Notes From The Fray Editor:

The Movie Club Fray has been busy adding to and subtracting from the critics' lists (additions: Ararat, The Two Towers, Jackass; subtractions: Minority Report, anything that hasn't been in wide release, The Pianist). One item of note: critics should entertain gender-switched hypotheticals at their own peril. Ebert's feminized Igby reminds pnuge of Wish You Were Here; Edelstein's Man-Hours reminds DeaH of American Beauty. jknyc tracks down Ebert's Howard Hawks reference. There is also a smart Spielberg thread—that is, one about narrative and character development and not the omnipresent "bad dad"—here, with seanweitner, simparker and Rachel doing most of the bandying.

Remarks From The Fray:

The reason I felt betrayed by Adaptation's climax was because, just as Mr. Ebert claims, it was thumbing its nose at the members of the audience who didn't understand how "brave" it was. That's a pretty damning criticism from one of the movie's admirers. It's okay to thumb your nose at the start of such a movie--pre-empt criticism, confound expectation, etc. But by the end you should be making a movie for those in the audience who DO understand how brave you are. The best possible ending for this film would have been a true compromise, an actual adaptation by Kaufman; or, on the other hand, as un-McKee an ending as possible, something that Kaufman truly loved. If he was writing the ending for someone who didn't understand the rest of the movie, then it's understandable that I, who liked the rest of the movie, felt so alienated.

Worth it, however, for that gorgeous final time-lapse shot. Most elegant time-lapse photography since Boys Don't Cry.

-- simparker

(To reply, click here.)

"Can you imagine the outcry if Igby had been a teenage girl and her lover the 40-year-old best friend of her father?"

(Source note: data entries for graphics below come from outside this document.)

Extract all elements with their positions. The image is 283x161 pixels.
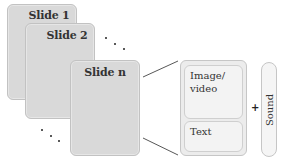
text-region: Text: [184, 121, 243, 152]
slide-n-title: Slide n: [71, 66, 139, 79]
image-video-region: Image/ video: [184, 65, 243, 119]
sound-track: Sound: [261, 62, 277, 157]
ellipsis-dot: [123, 48, 125, 50]
ellipsis-dot: [41, 129, 43, 131]
ellipsis-dot: [114, 43, 116, 45]
slide-2-title: Slide 2: [40, 29, 94, 42]
ellipsis-dot: [58, 140, 60, 142]
text-label: Text: [190, 125, 240, 138]
sound-label: Sound: [264, 93, 275, 125]
slide-1-title: Slide 1: [22, 9, 76, 22]
plus-sign: +: [251, 102, 259, 113]
ellipsis-dot: [50, 135, 52, 137]
slide-detail-panel: Image/ video Text: [180, 60, 247, 156]
slide-n-card: Slide n: [70, 60, 140, 156]
image-video-label: Image/ video: [190, 69, 240, 95]
connector-bottom: [143, 138, 178, 155]
connector-top: [143, 61, 178, 77]
ellipsis-dot: [105, 37, 107, 39]
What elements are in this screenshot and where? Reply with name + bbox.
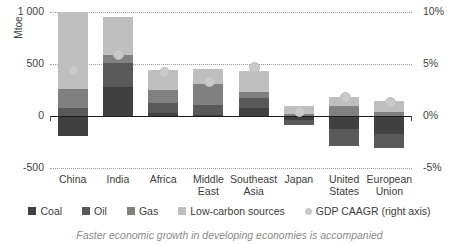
gdp-caagr-marker[interactable] xyxy=(249,62,260,73)
legend-item-oil[interactable]: Oil xyxy=(82,205,107,217)
bar-group[interactable] xyxy=(374,12,404,168)
bar-segment[interactable] xyxy=(284,120,314,125)
bar-segment[interactable] xyxy=(103,87,133,116)
bar-segment[interactable] xyxy=(58,108,88,116)
figure-caption: Faster economic growth in developing eco… xyxy=(0,229,459,241)
bar-group[interactable] xyxy=(58,12,88,168)
legend-label: Gas xyxy=(139,205,158,217)
legend-label: Coal xyxy=(40,205,62,217)
gdp-caagr-marker[interactable] xyxy=(385,97,396,108)
legend-label: Oil xyxy=(94,205,107,217)
x-axis-tick-label: Asia xyxy=(218,186,290,198)
legend-square-icon xyxy=(82,207,90,215)
bar-segment[interactable] xyxy=(374,116,404,134)
bar-segment[interactable] xyxy=(239,92,269,98)
legend-square-icon xyxy=(178,207,186,215)
gdp-caagr-marker[interactable] xyxy=(340,92,351,103)
axis-tick-mark xyxy=(50,116,51,121)
legend-square-icon xyxy=(127,207,135,215)
bar-segment[interactable] xyxy=(374,134,404,148)
y-axis-tick-label: 1 000 xyxy=(0,5,44,17)
chart-legend: CoalOilGasLow-carbon sourcesGDP CAAGR (r… xyxy=(0,203,459,219)
legend-circle-icon xyxy=(305,208,312,215)
bar-group[interactable] xyxy=(103,12,133,168)
bar-segment[interactable] xyxy=(329,116,359,129)
bar-group[interactable] xyxy=(284,12,314,168)
x-axis-tick-label: Union xyxy=(353,186,425,198)
bar-group[interactable] xyxy=(193,12,223,168)
secondary-y-axis-tick-label: 10% xyxy=(423,5,457,17)
legend-item-low-carbon-sources[interactable]: Low-carbon sources xyxy=(178,205,285,217)
legend-item-gdp-caagr-right-axis[interactable]: GDP CAAGR (right axis) xyxy=(305,205,431,217)
x-axis-tick-label: European xyxy=(353,174,425,186)
bar-group[interactable] xyxy=(239,12,269,168)
gdp-caagr-marker[interactable] xyxy=(159,67,170,78)
zero-axis-line xyxy=(50,116,412,117)
bar-segment[interactable] xyxy=(329,129,359,146)
legend-label: Low-carbon sources xyxy=(190,205,285,217)
y-axis-tick-label: 0 xyxy=(0,109,44,121)
bar-segment[interactable] xyxy=(193,105,223,116)
gdp-caagr-marker[interactable] xyxy=(204,76,215,87)
x-axis-category: EuropeanUnion xyxy=(353,174,425,197)
legend-label: GDP CAAGR (right axis) xyxy=(316,205,431,217)
bar-segment[interactable] xyxy=(193,84,223,104)
bar-segment[interactable] xyxy=(239,98,269,108)
chart-figure: Mtoe 1 0005000-500 10%5%0%-5% ChinaIndia… xyxy=(0,0,459,244)
secondary-y-axis-tick-label: 5% xyxy=(423,57,457,69)
axis-tick-mark xyxy=(411,116,412,121)
legend-item-coal[interactable]: Coal xyxy=(28,205,62,217)
bar-segment[interactable] xyxy=(148,103,178,113)
bar-segment[interactable] xyxy=(58,116,88,136)
bar-segment[interactable] xyxy=(58,12,88,89)
bar-segment[interactable] xyxy=(239,71,269,92)
bar-segment[interactable] xyxy=(103,63,133,87)
y-axis-tick-label: 500 xyxy=(0,57,44,69)
bar-segment[interactable] xyxy=(239,108,269,116)
y-axis-tick-label: -500 xyxy=(0,161,44,173)
bar-group[interactable] xyxy=(148,12,178,168)
bar-group[interactable] xyxy=(329,12,359,168)
secondary-y-axis-tick-label: -5% xyxy=(423,161,457,173)
plot-area xyxy=(50,12,412,168)
gdp-caagr-marker[interactable] xyxy=(68,65,79,76)
bar-segment[interactable] xyxy=(329,106,359,116)
bar-segment[interactable] xyxy=(58,89,88,107)
bar-segment[interactable] xyxy=(148,90,178,103)
gridline xyxy=(50,168,412,169)
legend-item-gas[interactable]: Gas xyxy=(127,205,158,217)
secondary-y-axis-tick-label: 0% xyxy=(423,109,457,121)
legend-square-icon xyxy=(28,207,36,215)
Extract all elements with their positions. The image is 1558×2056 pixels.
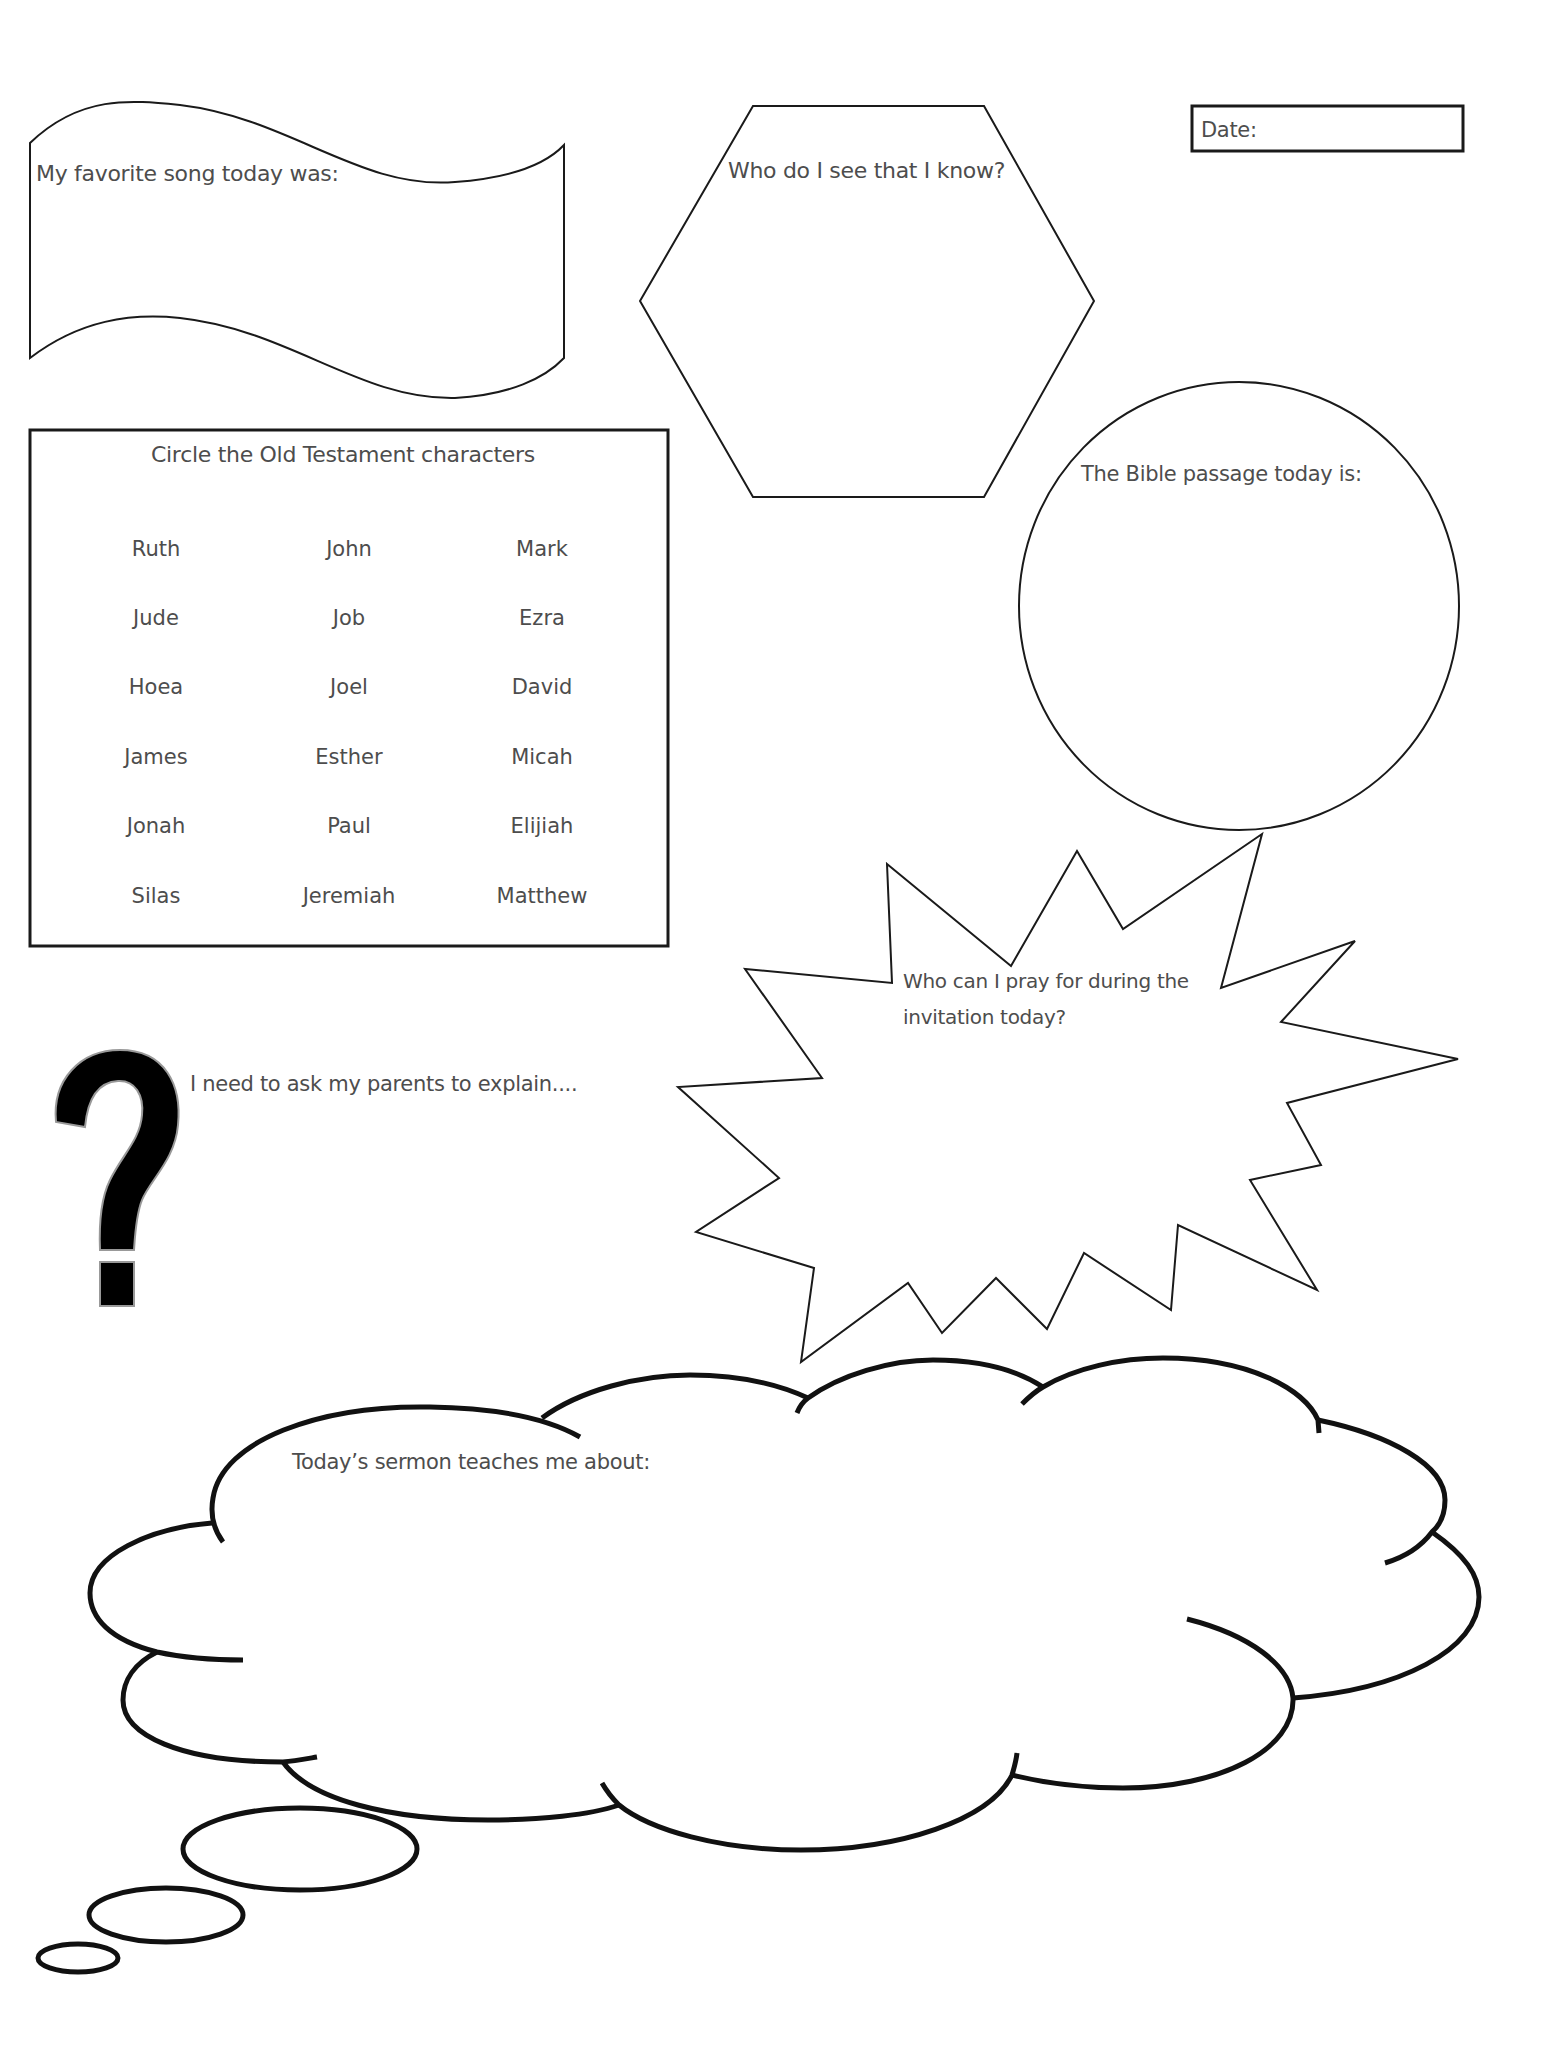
ot-name-elijiah[interactable]: Elijiah <box>511 816 574 837</box>
favorite-song-label: My favorite song today was: <box>36 163 339 185</box>
pray-answer-area[interactable] <box>830 1040 1250 1240</box>
ot-name-matthew[interactable]: Matthew <box>497 886 588 907</box>
ot-name-job[interactable]: Job <box>333 608 365 629</box>
question-mark-icon <box>56 1050 179 1306</box>
bible-passage-answer-area[interactable] <box>1060 500 1420 780</box>
ask-parents-label: I need to ask my parents to explain.... <box>190 1074 577 1095</box>
ot-name-ruth[interactable]: Ruth <box>132 539 181 560</box>
bible-passage-label: The Bible passage today is: <box>1081 464 1362 485</box>
ot-name-ezra[interactable]: Ezra <box>519 608 565 629</box>
old-testament-title: Circle the Old Testament characters <box>151 444 535 466</box>
ask-parents-answer-area[interactable] <box>190 1110 640 1300</box>
date-field[interactable] <box>1262 110 1458 147</box>
ot-name-micah[interactable]: Micah <box>511 747 573 768</box>
ot-name-paul[interactable]: Paul <box>327 816 371 837</box>
sermon-answer-area[interactable] <box>230 1490 1280 1770</box>
ot-name-joel[interactable]: Joel <box>330 677 368 698</box>
ot-name-silas[interactable]: Silas <box>132 886 181 907</box>
ot-name-jonah[interactable]: Jonah <box>127 816 186 837</box>
date-label: Date: <box>1201 120 1257 141</box>
sermon-label: Today’s sermon teaches me about: <box>292 1452 650 1473</box>
pray-label-line2: invitation today? <box>903 1007 1066 1027</box>
ot-name-hoea[interactable]: Hoea <box>129 677 183 698</box>
ot-name-jeremiah[interactable]: Jeremiah <box>303 886 396 907</box>
who-do-i-see-answer-area[interactable] <box>700 200 1040 480</box>
ot-name-john[interactable]: John <box>326 539 372 560</box>
pray-label-line1: Who can I pray for during the <box>903 971 1189 991</box>
thought-bubble-medium <box>89 1888 243 1942</box>
ot-name-esther[interactable]: Esther <box>315 747 382 768</box>
favorite-song-answer-area[interactable] <box>40 200 555 320</box>
ot-name-james[interactable]: James <box>124 747 187 768</box>
thought-bubble-small <box>38 1944 118 1972</box>
ot-name-david[interactable]: David <box>512 677 573 698</box>
ot-name-mark[interactable]: Mark <box>516 539 568 560</box>
thought-bubble-large <box>183 1808 417 1890</box>
ot-name-jude[interactable]: Jude <box>133 608 179 629</box>
who-do-i-see-label: Who do I see that I know? <box>728 160 1005 182</box>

That sounds a lot like David Leland's "Wish You Were Here".

-- pnuge

(To reply, click here.)

Mr. Edelstein says that a man making the same choice as the woman in The Hours would be looked upon as a monstrous coward. It really wasn't too many years ago that Kevin Spacey won an Oscar for playing a man who made just that same choice. His character is seen as liberated for choosing to get high and lust after a rose-covered teen. Mentally, at least, he left his wife and children to live for the first time until he, ironically wasn't alive anymore.

-- DeaH

(To reply, click here.)

The quote about Hawks being enjoyable was in the Sunday NY TIMES Book Review section in a review on Elmore Leonard. [It is; here. The review is by Salon's Charles Taylor and he is citing Robin Wood.—Fray Ed.]